Other Music, October 28.

Art
21. See Rod Penner
These are not photographs.
This Texan photorealist paints what he sees, purely and unadorned: the plastic signage, dusty parking lots, and junked-up landscapes of small-town Texas. Real Americana, idealized not one whit. Superb.
Ameringer McEnery Yohe, through November 23.

Books
22. Read The Beatles: All These Years, Vol. 1: Tune In
Aye aye, the Liverpool shuffle.
You’d think there had been enough Beatles biographies by now (the best one so far is Peter Brown and Steven Gaines’s The Love You Make). But the game changer is Mark Lewisohn’s three-volume earthwork, whose first third—covering only through 1962!—arrives this week. It’s embargoed till the 29th, so we can’t say definitively, but maybe we’re amazed.
Crown, October 29.

Movies/Video
23. Watch Henry V
On October 25.
Why this day? Any excuse will do, because the Kenneth Branagh version is a great movie, so here’s one: It’s the 598th anniversary of the Battle of Agincourt, scene of the “We band of brothers” speech.
On DVD.

Books
24. Start The Luminaries
Because you’re already behind.
Eleanor Catton’s immense novel! Won the Booker on the day of publication!
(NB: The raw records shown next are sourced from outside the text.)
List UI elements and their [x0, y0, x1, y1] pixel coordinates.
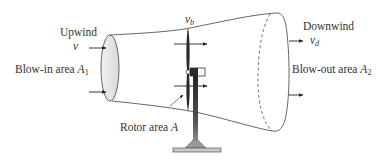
tower	[193, 74, 198, 144]
rotor-area-text: Rotor area	[120, 121, 171, 133]
blow-in-area-subscript: 1	[85, 68, 89, 77]
upwind-label: Upwind	[60, 27, 97, 39]
rotor-area-symbol: A	[171, 121, 178, 133]
stream-tube-top-boundary	[110, 13, 287, 35]
rotor-area-label: Rotor area A	[120, 122, 178, 134]
rotor-area-leader-line	[170, 95, 183, 106]
rotor-blade-bottom	[186, 74, 189, 112]
blow-in-area-text: Blow-in area	[15, 63, 78, 75]
blow-in-area-ellipse	[101, 35, 119, 101]
blow-out-area-dashed-edge	[258, 14, 272, 131]
blow-out-area-subscript: 2	[367, 68, 371, 77]
rotor-speed-label: vb	[185, 14, 194, 27]
downwind-label: Downwind	[303, 21, 354, 33]
blow-in-area-symbol: A	[78, 63, 85, 75]
upwind-speed-label: v	[73, 41, 78, 53]
downwind-speed-subscript: d	[315, 39, 319, 48]
rotor-blade-top	[186, 27, 189, 70]
blow-out-area-text: Blow-out area	[292, 63, 360, 75]
blow-out-area-label: Blow-out area A2	[292, 64, 371, 77]
tower-base-flare	[185, 140, 206, 148]
downwind-speed-label: vd	[310, 35, 319, 48]
nacelle-front	[190, 68, 198, 76]
tower-base-plate	[173, 148, 221, 152]
rotor-speed-subscript: b	[190, 18, 194, 27]
blow-in-area-label: Blow-in area A1	[15, 64, 89, 77]
stream-tube-right-boundary	[272, 34, 289, 131]
rotor-hub	[186, 70, 190, 74]
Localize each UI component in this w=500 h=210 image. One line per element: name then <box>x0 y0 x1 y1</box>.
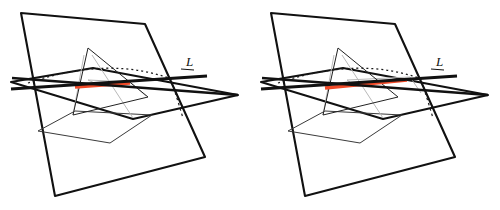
label-L-underline <box>431 69 444 70</box>
panel-right-canvas: L <box>250 0 500 210</box>
panel-left-canvas: L <box>0 0 250 210</box>
label-L-underline <box>181 69 194 70</box>
label-L: L <box>435 54 443 69</box>
hidden-edges-group <box>172 82 183 118</box>
vertical-plane <box>271 13 455 196</box>
label-L: L <box>185 54 193 69</box>
geometry-figure: L L <box>0 0 500 210</box>
panel-right: L <box>250 0 500 210</box>
vertical-plane <box>21 13 205 196</box>
lower-quadrilateral <box>38 111 152 143</box>
hidden-edges-group <box>422 82 433 118</box>
panel-left: L <box>0 0 250 210</box>
hidden-edge <box>172 82 183 118</box>
lower-quadrilateral <box>288 111 402 143</box>
hidden-edge <box>422 82 433 118</box>
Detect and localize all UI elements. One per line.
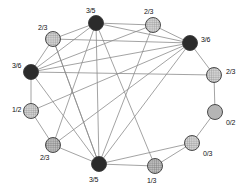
graph-edge bbox=[53, 39, 190, 43]
graph-edge bbox=[99, 43, 190, 164]
graph-node[interactable] bbox=[146, 18, 161, 33]
graph-node[interactable] bbox=[185, 136, 200, 151]
graph-node[interactable] bbox=[46, 32, 61, 47]
node-layer bbox=[24, 16, 223, 174]
node-label: 3/5 bbox=[89, 176, 98, 183]
node-label: 3/6 bbox=[12, 62, 21, 69]
graph-edge bbox=[99, 25, 153, 164]
node-label: 2/3 bbox=[38, 24, 47, 31]
node-label: 2/3 bbox=[144, 8, 153, 15]
graph-edge bbox=[31, 72, 214, 75]
graph-edge bbox=[96, 23, 99, 164]
graph-edge bbox=[99, 143, 192, 164]
node-label: 2/3 bbox=[226, 68, 235, 75]
graph-node[interactable] bbox=[24, 104, 39, 119]
graph-node[interactable] bbox=[92, 157, 107, 172]
graph-node[interactable] bbox=[208, 105, 223, 120]
graph-node[interactable] bbox=[148, 159, 163, 174]
graph-edge bbox=[96, 23, 190, 43]
graph-node[interactable] bbox=[46, 138, 61, 153]
node-label: 2/3 bbox=[40, 154, 49, 161]
graph-node[interactable] bbox=[183, 36, 198, 51]
node-label: 0/3 bbox=[203, 150, 212, 157]
node-label: 3/5 bbox=[86, 7, 95, 14]
graph-edge bbox=[99, 164, 155, 166]
graph-node[interactable] bbox=[207, 68, 222, 83]
graph-diagram: 3/52/33/62/30/20/31/33/52/31/23/62/3 bbox=[0, 0, 249, 192]
graph-node[interactable] bbox=[24, 65, 39, 80]
graph-edge bbox=[96, 23, 155, 166]
node-label: 0/2 bbox=[226, 119, 235, 126]
node-label: 1/2 bbox=[12, 106, 21, 113]
node-label: 3/6 bbox=[201, 36, 210, 43]
graph-edge bbox=[31, 43, 190, 111]
node-label: 1/3 bbox=[147, 177, 156, 184]
graph-node[interactable] bbox=[89, 16, 104, 31]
It may take you the rest of the month, and then some, to finish its 848 pages. Clear your nightstand.
Little, Brown.

Photography
25. See Pari Dukovic’s ­Hurricane Sandy
As he photographed it for New York.
Our anniversary exhibit of the powerful pictures that Dukovic made in those terrible days. Kings County Distillery, Brooklyn Navy Yard (enter through Sands Street Gate), Fridays and Saturdays, noon to 6 p.m., through November 2.